When a tableview asks you for a cell, set its backgroundView and selectedBackgroundView to something that looks appropriate for its place in the tableview.
Usually, this means a UIImageView with the appropriate image, though you can go wild here with a custom view, but there are gotchas.
So in your case, you would do
if (indexPath.row > sectionRowCount - 1) {
//Not the last row
//Put in the middle background
} else {
//Put in the end background
}
Then you'll want a custom table section header, but that's pretty easy.
In your case, you probably won't have to worry about when there's just one row, so that makes things even easier.
Take a look at the tutorial here:
cocoa with love basically what you need is 3 different images. One for the top row, one for the bottom, and a 3rd for the middle rows.
You could also not use the section header, but instead use a custom cell as the first cell of the section. So when ([indexPath row] == 0), return a custom cell that is the "header" and then return the "regular" cells (offset by one row) for the rest. You'll also have to make adjustments to the numberOfRowsInSection function to return +1.

UITableView: moving a row into an empty section

I have a UITableView with some empty sections. I'd like the user to be able to move a row into them using the standard edit mode controls. The only way I can do it so far is to have a dummy row in my "empty" sections and try to hide it by using tableView:heightForRowAtIndexPath: to give the dummy row a height of zero. This seems to leave it as a 1-pixel row. I can probably hide this by making a special type of cell that's just filled with [UIColor groupTableViewBackgroundColor], but is there a better way?

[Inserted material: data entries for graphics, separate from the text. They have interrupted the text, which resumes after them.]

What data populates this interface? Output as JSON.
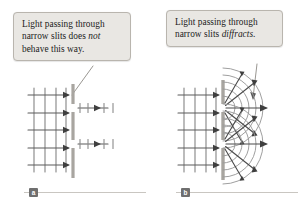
{
  "figure": {
    "background_color": "#ffffff",
    "width": 305,
    "height": 211
  },
  "panels": [
    {
      "id": "a",
      "badge_label": "a",
      "caption_line1": "Light passing through",
      "caption_line2_pre": "narrow slits does ",
      "caption_line2_em": "not",
      "caption_line3": "behave this way.",
      "caption_plain": "Light passing through narrow slits does not behave this way.",
      "diagram": {
        "description": "Plane wavefronts approach a barrier with two narrow slits; light continues as two narrow straight beams without spreading.",
        "incoming_wavefronts": 4,
        "incoming_arrows": 5,
        "slits": 2,
        "outgoing_beams": 2,
        "outgoing_beam_type": "straight",
        "diffraction": false
      }
    },
    {
      "id": "b",
      "badge_label": "b",
      "caption_line1": "Light passing through",
      "caption_line2_pre": "narrow slits ",
      "caption_line2_em": "diffracts",
      "caption_line3": ".",
      "caption_plain": "Light passing through narrow slits diffracts.",
      "diagram": {
        "description": "Plane wavefronts approach a barrier with two narrow slits; light spreads as circular wavefronts radiating from each slit.",
        "incoming_wavefronts": 4,
        "incoming_arrows": 5,
        "slits": 2,
        "outgoing_wavefront_type": "circular",
        "outgoing_arcs_per_slit": 5,
        "radial_arrows_per_slit": 5,
        "diffraction": true
      }
    }
  ],
  "colors": {
    "caption_fill": "#e9e7e3",
    "caption_border": "#b9b5ae",
    "text": "#1b1b1b",
    "badge_fill": "#6f6f6f",
    "badge_text": "#ffffff",
    "rule": "#c9c6c1",
    "wave_line": "#7d7d7d",
    "arrow": "#4a4a4a",
    "barrier": "#a8a5a0",
    "leader_line": "#8d8a85"
  }
}
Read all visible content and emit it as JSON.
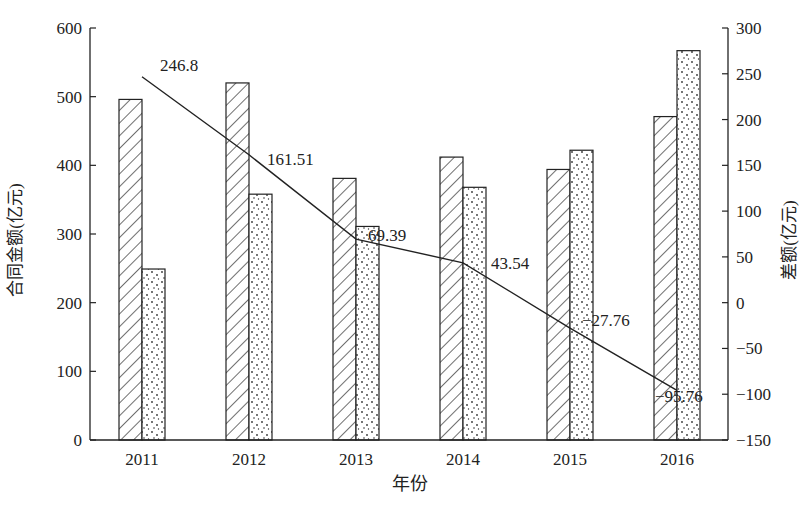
{
  "chart_data": {
    "type": "bar",
    "title": "",
    "xlabel": "年份",
    "ylabel": "合同金额(亿元)",
    "y2label": "差额(亿元)",
    "categories": [
      "2011",
      "2012",
      "2013",
      "2014",
      "2015",
      "2016"
    ],
    "ylim": [
      0,
      600
    ],
    "yticks": [
      0,
      100,
      200,
      300,
      400,
      500,
      600
    ],
    "y2lim": [
      -150,
      300
    ],
    "y2ticks": [
      -150,
      -100,
      -50,
      0,
      50,
      100,
      150,
      200,
      250,
      300
    ],
    "grid": false,
    "legend": "none",
    "series": [
      {
        "name": "合同金额(斜线)",
        "type": "bar",
        "axis": "left",
        "pattern": "hatch",
        "values": [
          496,
          520,
          381,
          412,
          394,
          471
        ]
      },
      {
        "name": "合同金额(点状)",
        "type": "bar",
        "axis": "left",
        "pattern": "dots",
        "values": [
          249,
          358,
          311,
          368,
          422,
          567
        ]
      },
      {
        "name": "差额",
        "type": "line",
        "axis": "right",
        "values": [
          246.8,
          161.51,
          69.39,
          43.54,
          -27.76,
          -95.76
        ]
      }
    ],
    "annotations": [
      "246.8",
      "161.51",
      "69.39",
      "43.54",
      "-27.76",
      "-95.76"
    ]
  }
}
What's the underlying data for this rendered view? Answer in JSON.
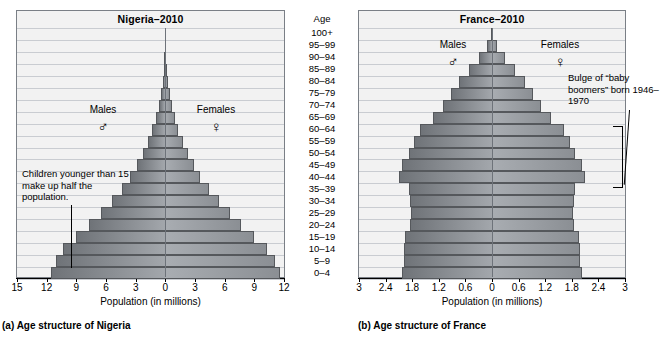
{
  "figure": {
    "axis_title": "Population (in millions)",
    "age_header": "Age",
    "age_groups": [
      "100+",
      "95–99",
      "90–94",
      "85–89",
      "80–84",
      "75–79",
      "70–74",
      "65–69",
      "60–64",
      "55–59",
      "50–54",
      "45–49",
      "40–44",
      "35–39",
      "30–34",
      "25–29",
      "20–24",
      "15–19",
      "10–14",
      "5–9",
      "0–4"
    ],
    "males_label": "Males",
    "females_label": "Females",
    "male_symbol": "♂",
    "female_symbol": "♀",
    "colors": {
      "male_bar": "#7c8085",
      "female_bar": "#9da1a6",
      "panel_bg": "#f2f2f2",
      "gridline": "#c9ccd1",
      "axis": "#000000"
    }
  },
  "panels": [
    {
      "id": "nigeria",
      "title": "Nigeria–2010",
      "caption": "(a) Age structure of Nigeria",
      "annotation": "Children younger than 15 make up half the population.",
      "xticks": [
        "15",
        "12",
        "9",
        "6",
        "3",
        "0",
        "3",
        "6",
        "9",
        "12"
      ],
      "xtick_values": [
        -15,
        -12,
        -9,
        -6,
        -3,
        0,
        3,
        6,
        9,
        12
      ]
    },
    {
      "id": "france",
      "title": "France–2010",
      "caption": "(b) Age structure of France",
      "annotation": "Bulge of “baby boomers” born 1946–1970",
      "xticks": [
        "3",
        "2.4",
        "1.8",
        "1.2",
        "0.6",
        "0",
        "0.6",
        "1.2",
        "1.8",
        "2.4",
        "3"
      ],
      "xtick_values": [
        -3,
        -2.4,
        -1.8,
        -1.2,
        -0.6,
        0,
        0.6,
        1.2,
        1.8,
        2.4,
        3
      ]
    }
  ],
  "chart_data": [
    {
      "type": "bar",
      "orientation": "population-pyramid",
      "title": "Nigeria–2010",
      "xlabel": "Population (in millions)",
      "ylabel": "Age",
      "xlim": [
        -15,
        12
      ],
      "grid": true,
      "categories": [
        "100+",
        "95–99",
        "90–94",
        "85–89",
        "80–84",
        "75–79",
        "70–74",
        "65–69",
        "60–64",
        "55–59",
        "50–54",
        "45–49",
        "40–44",
        "35–39",
        "30–34",
        "25–29",
        "20–24",
        "15–19",
        "10–14",
        "5–9",
        "0–4"
      ],
      "series": [
        {
          "name": "Males",
          "side": "left",
          "values": [
            0.02,
            0.05,
            0.09,
            0.16,
            0.28,
            0.45,
            0.68,
            0.95,
            1.3,
            1.75,
            2.25,
            2.85,
            3.55,
            4.4,
            5.4,
            6.5,
            7.7,
            9.0,
            10.3,
            11.1,
            11.6
          ]
        },
        {
          "name": "Females",
          "side": "right",
          "values": [
            0.02,
            0.05,
            0.09,
            0.16,
            0.28,
            0.45,
            0.68,
            0.95,
            1.3,
            1.75,
            2.25,
            2.85,
            3.55,
            4.4,
            5.4,
            6.5,
            7.7,
            9.0,
            10.3,
            11.1,
            11.6
          ]
        }
      ]
    },
    {
      "type": "bar",
      "orientation": "population-pyramid",
      "title": "France–2010",
      "xlabel": "Population (in millions)",
      "ylabel": "Age",
      "xlim": [
        -3,
        3
      ],
      "grid": true,
      "categories": [
        "100+",
        "95–99",
        "90–94",
        "85–89",
        "80–84",
        "75–79",
        "70–74",
        "65–69",
        "60–64",
        "55–59",
        "50–54",
        "45–49",
        "40–44",
        "35–39",
        "30–34",
        "25–29",
        "20–24",
        "15–19",
        "10–14",
        "5–9",
        "0–4"
      ],
      "series": [
        {
          "name": "Males",
          "side": "left",
          "values": [
            0.03,
            0.12,
            0.3,
            0.52,
            0.74,
            0.92,
            1.1,
            1.32,
            1.62,
            1.76,
            1.88,
            2.02,
            2.1,
            1.88,
            1.86,
            1.82,
            1.86,
            1.96,
            1.98,
            1.98,
            2.02
          ]
        },
        {
          "name": "Females",
          "side": "right",
          "values": [
            0.03,
            0.12,
            0.3,
            0.52,
            0.74,
            0.92,
            1.1,
            1.32,
            1.62,
            1.76,
            1.88,
            2.02,
            2.1,
            1.88,
            1.86,
            1.82,
            1.86,
            1.96,
            1.98,
            1.98,
            2.02
          ]
        }
      ]
    }
  ]
}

This is all in the grouped mode of UITableView.
UPDATE: Looks like moving rows into empty sections is possible without any tricks, but the "sensitivity" is bad enough that you DO need tricks in order to make it usable for general users (who won't be patient enough to slowly hover the row around the empty section until things click).
I found that in iOS 4.3, the dummy row needs to have a height of at least 1 pixel in order to give the desired effect of allowing a row to be moved into that section.
I also found that the dummy row is only needed in the first and last section; any sections in between don't have this problem.
And it looks like in iOS 5.0, no dummy rows or special tricks are needed at all.
While managing the edit, you can monitor if the table view is in Edit Mode. Use that flag inside of cellForRowAtIndexPath to decide weather or not to display the 'blank' row. While in 'regular' mode, the row will not display, but when the user taps 'edit' cellForRowAtIndexPath should get called again and this time decide to display the row. The details of how to do that depend on your data source and how you are gluing it to the display. If you aren't getting the call again, you can manually inject rows with insertRowsAtIndexPaths / deleteRowsAtIndexPaths and/or call reloadData to force a refresh.
I found that if you return -1.0 from the heightForRowAtIndexPath method it will remove the 1 pixel line.